Growing up is hard. No one can legitimately say it's easy. It's not.
waiting for the parade as a kid on Main Street.
In this world now, it's hard to find that peace and contentment, when so much goes on. I'm twenty. High school was a good time, but I feel I didn't really grow up then. The last year of my life has been the most life changing so far. I'm steps away from being really a man, and no longer a little kid. There's been fights with family over how to handle life situations, slowing down and realizing I don't need to rush into things, but consider everything before I make a move. But now, I'm becoming my own man. I'm moving out of my house I've grown up in for twenty years, and into a studio apartment in town. I won't be down the hall from my parents. I won't wake up to my little sister cannon-balling onto my bed on Saturday mornings to watch Jake and The Neverland Pirates, or even arguing with my bigger little sister (closest to me in age) over the last slice of leftover pizza in the fridge. It's the oddest, weirdest transition in life. But at the same time, the funnest and most exciting. I'd be lying if I said that this isn't hard on me too, but I know that it's time to grow up more than I am now, and this is helping the process.
I'd also be lying if I said I hate not being a kid anymore. There is something to be said about the innocence of children that I admire the most. As a young kid, I spent hours in my room building sets out of legos and creating my own adventures. I dug trenches and tunnels for my hotwheels in the back yard, right next to the dirt circle I played marbles with my grandma. Or the countless afternoons of eating Kid Cuisines and watching Steve Irwin on Crocodile Hunter. It's a simple, nothing but fun life as a kid. They don't know what cold realities the world has waiting in the shadows, ready to pounce on them as they age. And with recent times, it's really been hitting me hard that things like Sandyhook Elementary, or even the child that lost his life in the Boston bombing had to face that reality even sooner than they should have.
Which is why I'm writing this, saying that as grown up as I'll have to be, I will never lose sight of the childhood innocence. Having a little sister who's just starting first grade soon, I'll always promise to never do anything that won't break a real of naivety and innocence, and will always keep the magic I had as a child of Disney and things like that alive. Worlds such as Cars, Tinker Bell and her Pixie Hollow. The Hundred Acre Woods of Winnie The Pooh are all real. They exist as long as you believe in the stories. And I can guarantee you, the day I marry the girl of my dreams, and we have our own children, I'll be the dad who brings characters from stories to life with acting them out with voices, and jumping on the bed, or hiding behind curtains. Building pillow forts in the living room to watch movies all Saturday morning. And not just leaving them in the living room to do it on their own, but being right in the fort with them. And always instilling in them that this world may be hard and cruel. People will hurt you. But it's up to you to make it happy for you, and for those around you. I can't live with myself being upset over how cold the world is. And I can't live with myself if someday I don't carry on happiness and true creativity and an awe and wonder for the world around us to the next generation.
I may not work for Pixar or Disney, but they have it right with creating worlds and elements that I used to look at as real and believe that Pirates pillage towns, and I can climb Tarzan's Treehouse, and Escape Pleasure Island with Pinnochio, or fly off to Space inside a Mountain. It's all real...if you believe in it. I want to create and make worlds better than ever for kids younger than me to fall in love and wonder with. And as I pack up my room in a week and leave home, sort of like Andy did in Toy Story 3, I'm sure I'll cry, because my childhood has been over, and reality of adulthood is really fully setting in. But at least I can now find fun ways to watch the younger ones enjoy it like I once did.
My oldest younger sister and I planning out our adventures.
This is just a collection of random thoughts that's been heavily on my mind, and I'm sitting at my desk at work tearing up right now as I write this, but I don't want to lose sight of how the world CAN be viewed, and honestly should be viewed. Because cold darkness that is portrayed through so much is a virus that infects too many people. There really needs to be more genuine happiness and appreciation, and love for things. I just want to be another person in the world providing that for the next generation(s) to come.
So, like Russel from "Up" says, "Adventure is out there!". Do something in the world to make an adventure to go out there for.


== Work required ==
Your task is to repeat exactly the lines from the one with "Find the location of a particular element. This" through the end of the records, both included; please leave the pictures out.

== Information provided ==
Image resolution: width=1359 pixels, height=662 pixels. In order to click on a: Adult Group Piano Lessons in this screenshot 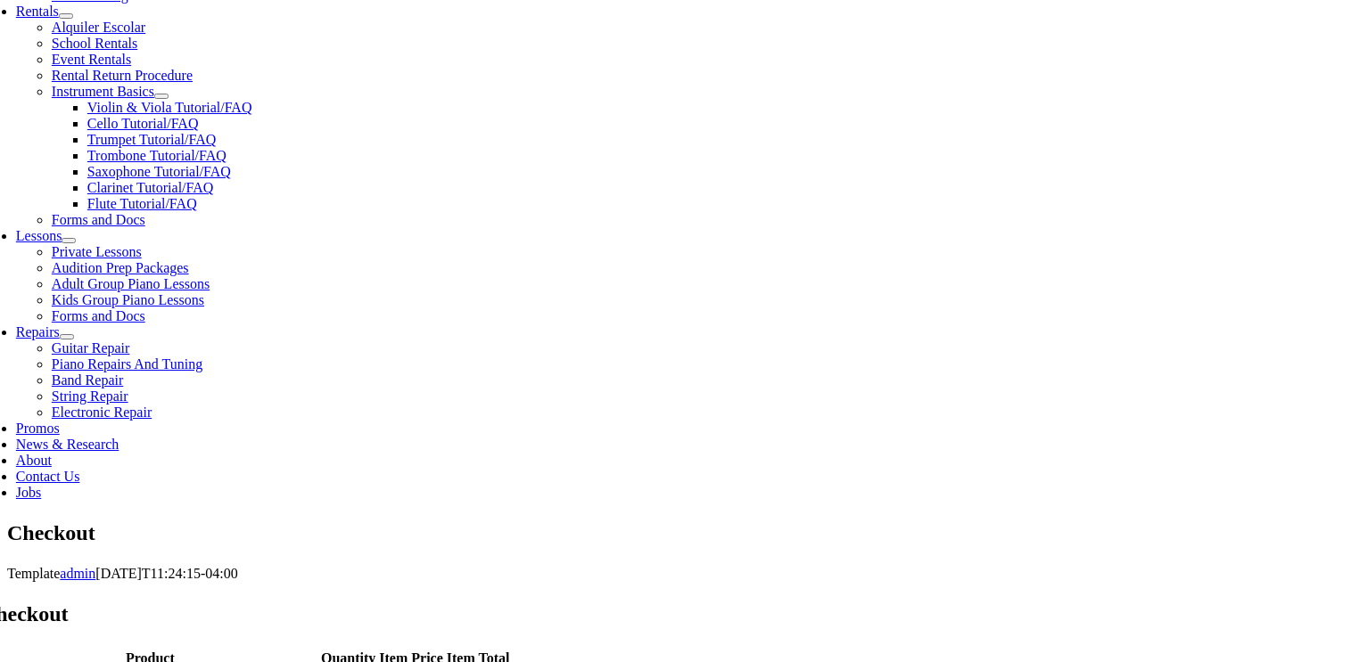, I will do `click(130, 284)`.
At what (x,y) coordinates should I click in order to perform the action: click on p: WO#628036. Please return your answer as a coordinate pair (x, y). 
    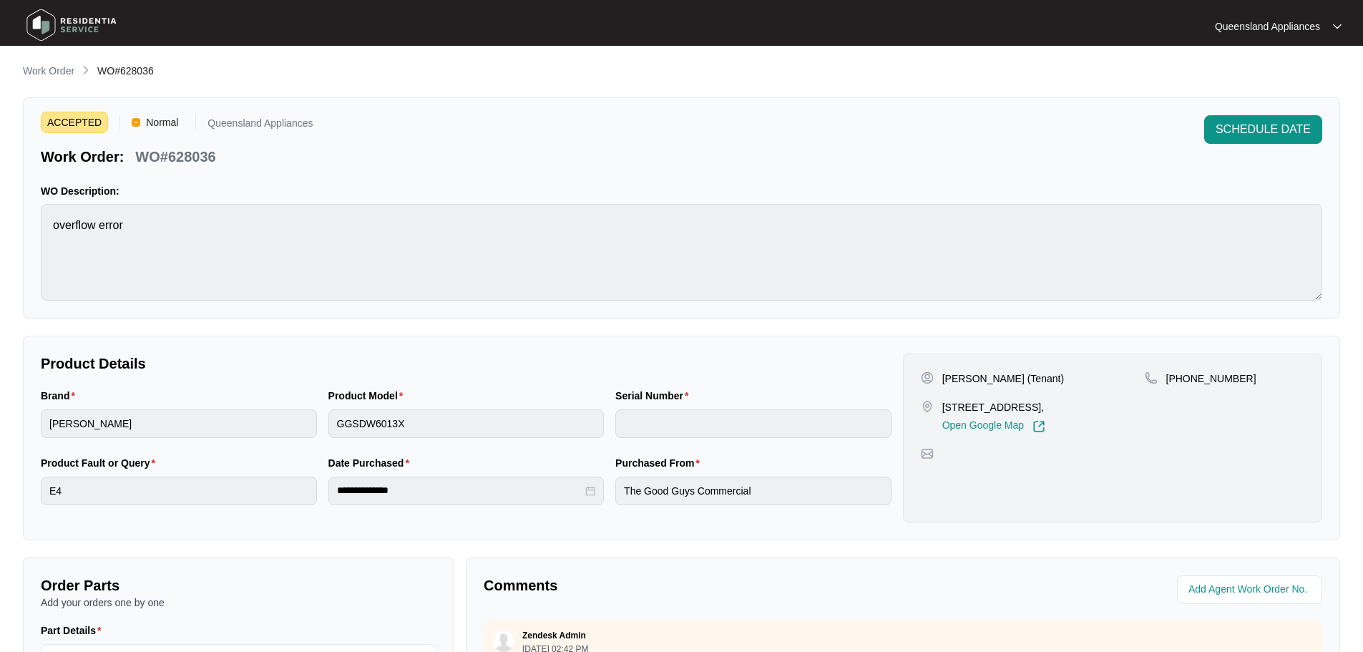
    Looking at the image, I should click on (175, 157).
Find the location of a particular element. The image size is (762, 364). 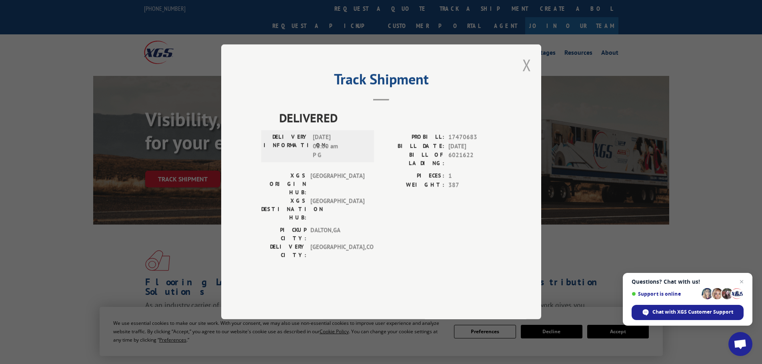

div: Open chat is located at coordinates (741, 344).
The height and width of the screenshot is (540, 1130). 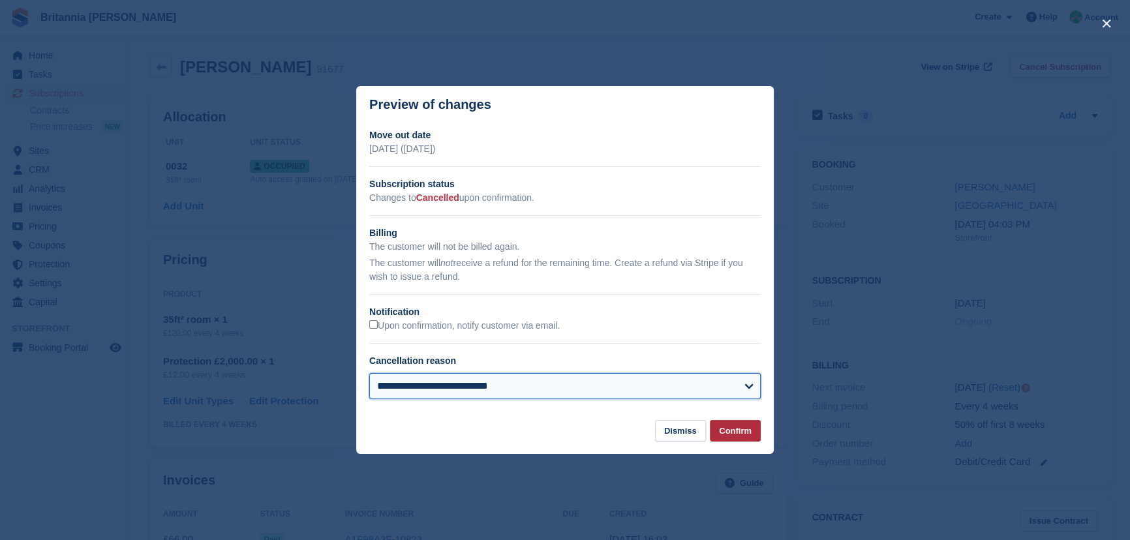 What do you see at coordinates (565, 233) in the screenshot?
I see `h2: Billing` at bounding box center [565, 233].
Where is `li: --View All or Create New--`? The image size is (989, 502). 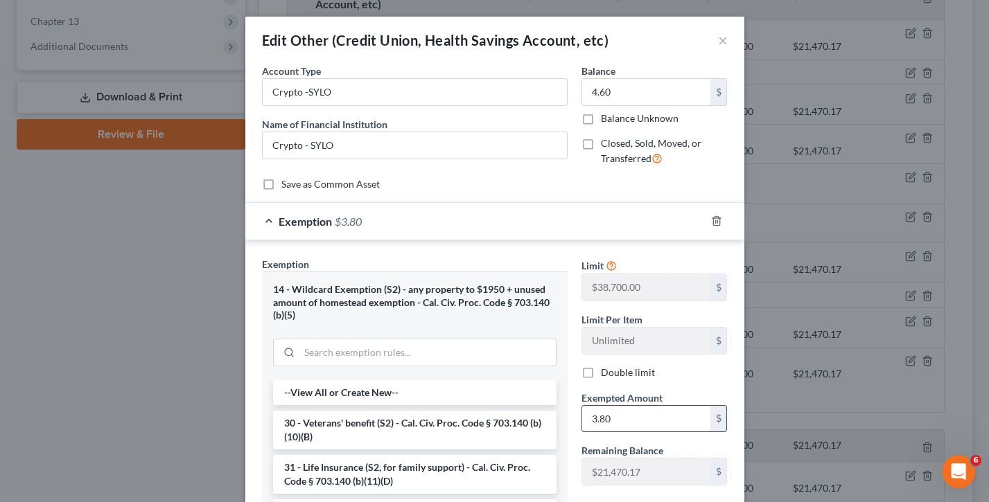 li: --View All or Create New-- is located at coordinates (414, 393).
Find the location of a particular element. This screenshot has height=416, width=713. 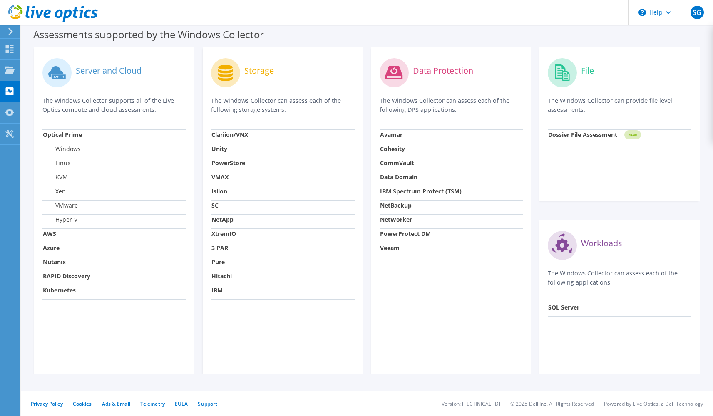

strong: Pure is located at coordinates (218, 262).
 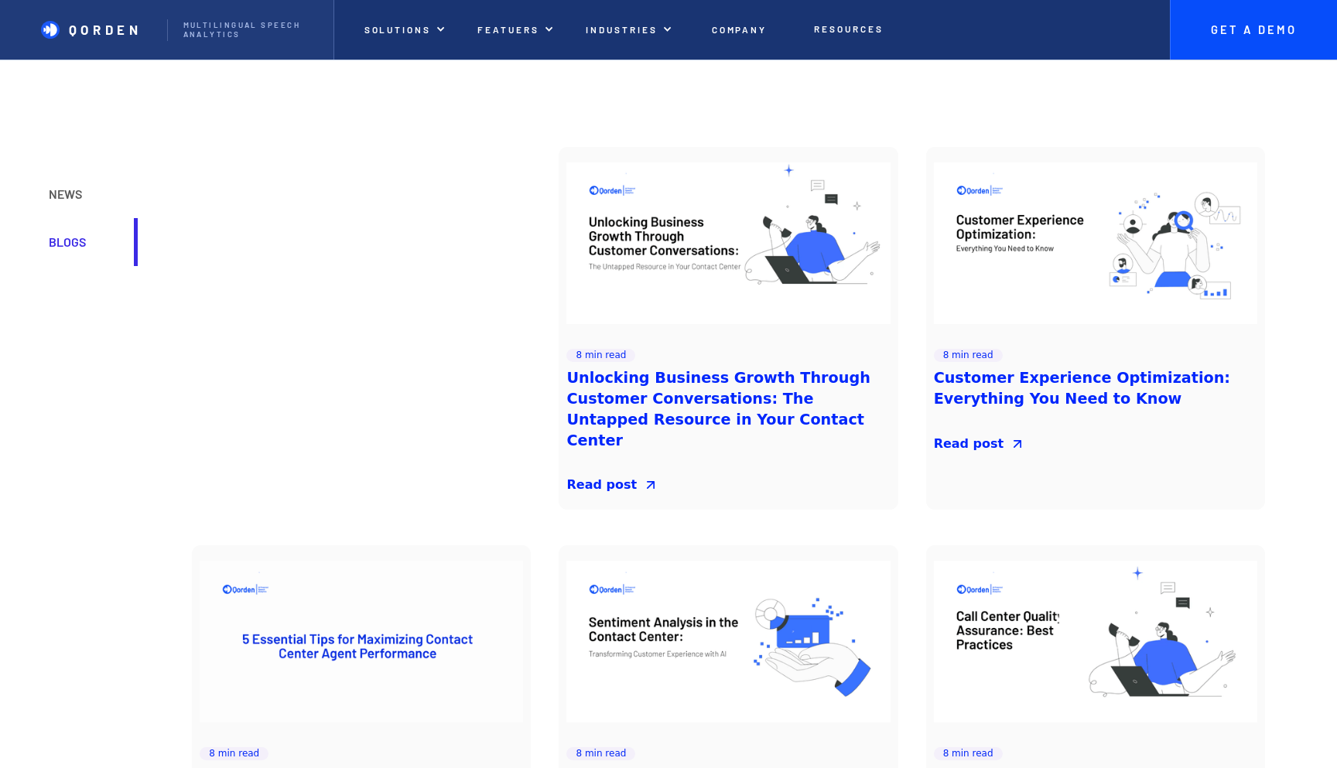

== Solution to the problem ==
Find the location of a particular element. This screenshot has height=416, width=713. 

strong: Pure is located at coordinates (218, 262).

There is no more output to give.